- Task instructions:
Write back every entry exactly as it reads, with the pictures left behind.
*** Opening Supplied material ***
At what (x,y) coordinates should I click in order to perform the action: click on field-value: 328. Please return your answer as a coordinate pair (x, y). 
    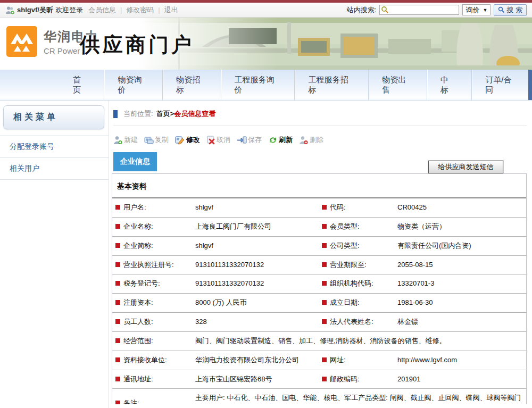
    Looking at the image, I should click on (255, 322).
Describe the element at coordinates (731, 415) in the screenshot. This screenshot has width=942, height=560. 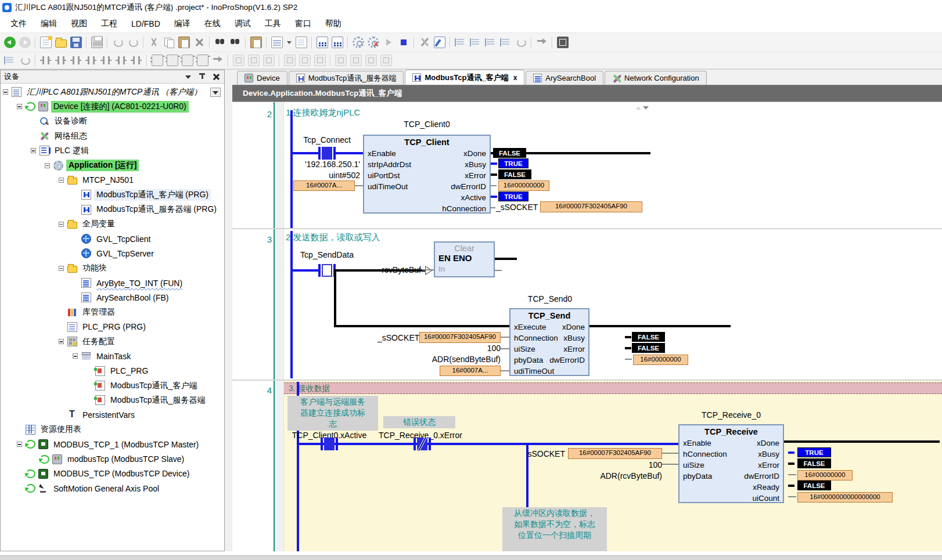
I see `fb-instance-name: TCP_Receive_0` at that location.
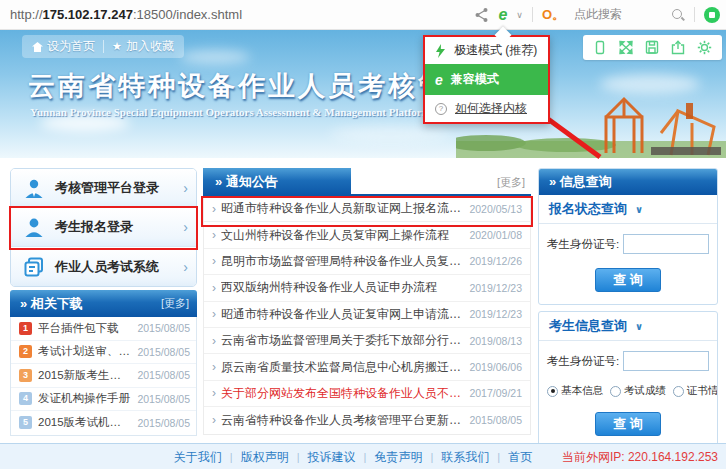 This screenshot has width=726, height=471. What do you see at coordinates (150, 46) in the screenshot?
I see `add-favorite-label: 加入收藏` at bounding box center [150, 46].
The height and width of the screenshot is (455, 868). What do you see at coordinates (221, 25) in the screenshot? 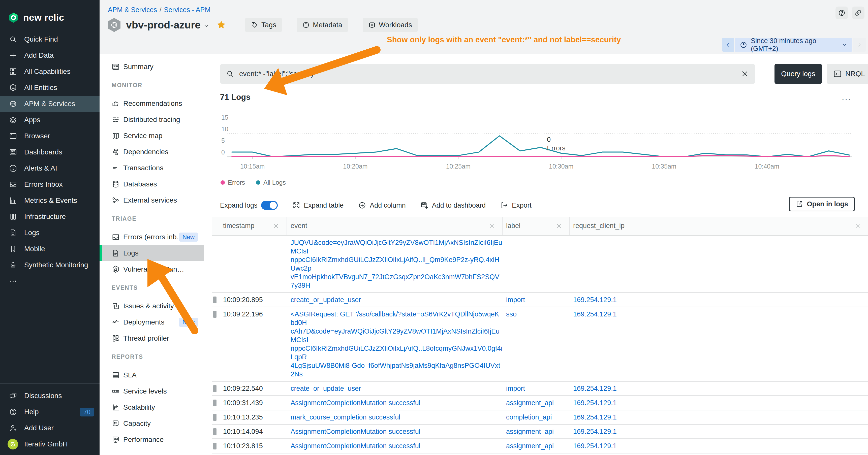
I see `favorite-star-icon` at bounding box center [221, 25].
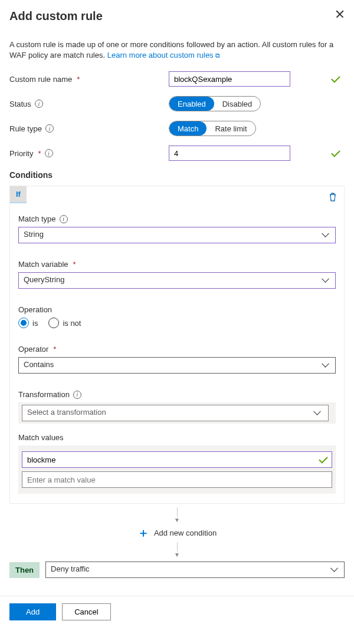 The height and width of the screenshot is (644, 354). Describe the element at coordinates (89, 153) in the screenshot. I see `priority-label: Priority* i` at that location.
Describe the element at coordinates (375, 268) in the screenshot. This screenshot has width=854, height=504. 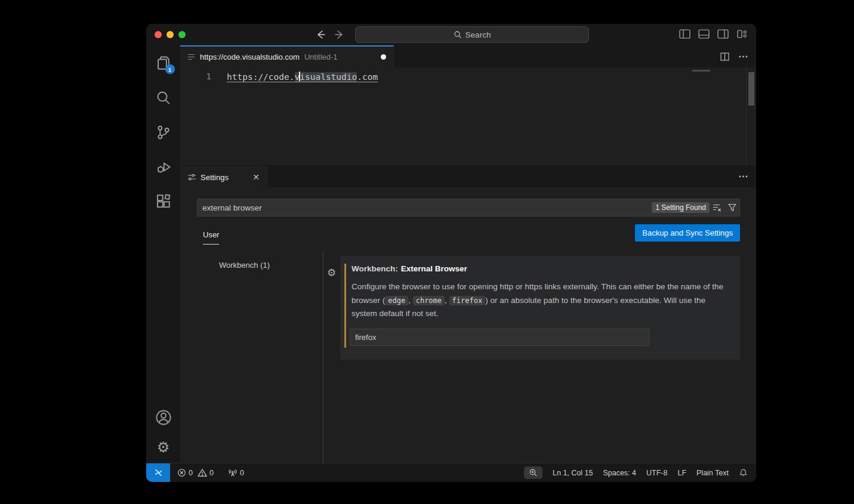
I see `setting-category: Workbench:` at that location.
*** Closing Supplied material ***
- Written response:
At what (x,y) coordinates should I click in order to perform the action: click on field-value: 328. Please return your answer as a coordinate pair (x, y). 
    Looking at the image, I should click on (255, 322).
Describe the element at coordinates (731, 415) in the screenshot. This screenshot has width=942, height=560. 
I see `fb-instance-name: TCP_Receive_0` at that location.
 This screenshot has width=726, height=471. What do you see at coordinates (150, 46) in the screenshot?
I see `add-favorite-label: 加入收藏` at bounding box center [150, 46].
The height and width of the screenshot is (455, 868). What do you see at coordinates (221, 25) in the screenshot? 
I see `favorite-star-icon` at bounding box center [221, 25].
 The height and width of the screenshot is (644, 354). Describe the element at coordinates (89, 153) in the screenshot. I see `priority-label: Priority* i` at that location.
Describe the element at coordinates (375, 268) in the screenshot. This screenshot has width=854, height=504. 
I see `setting-category: Workbench:` at that location.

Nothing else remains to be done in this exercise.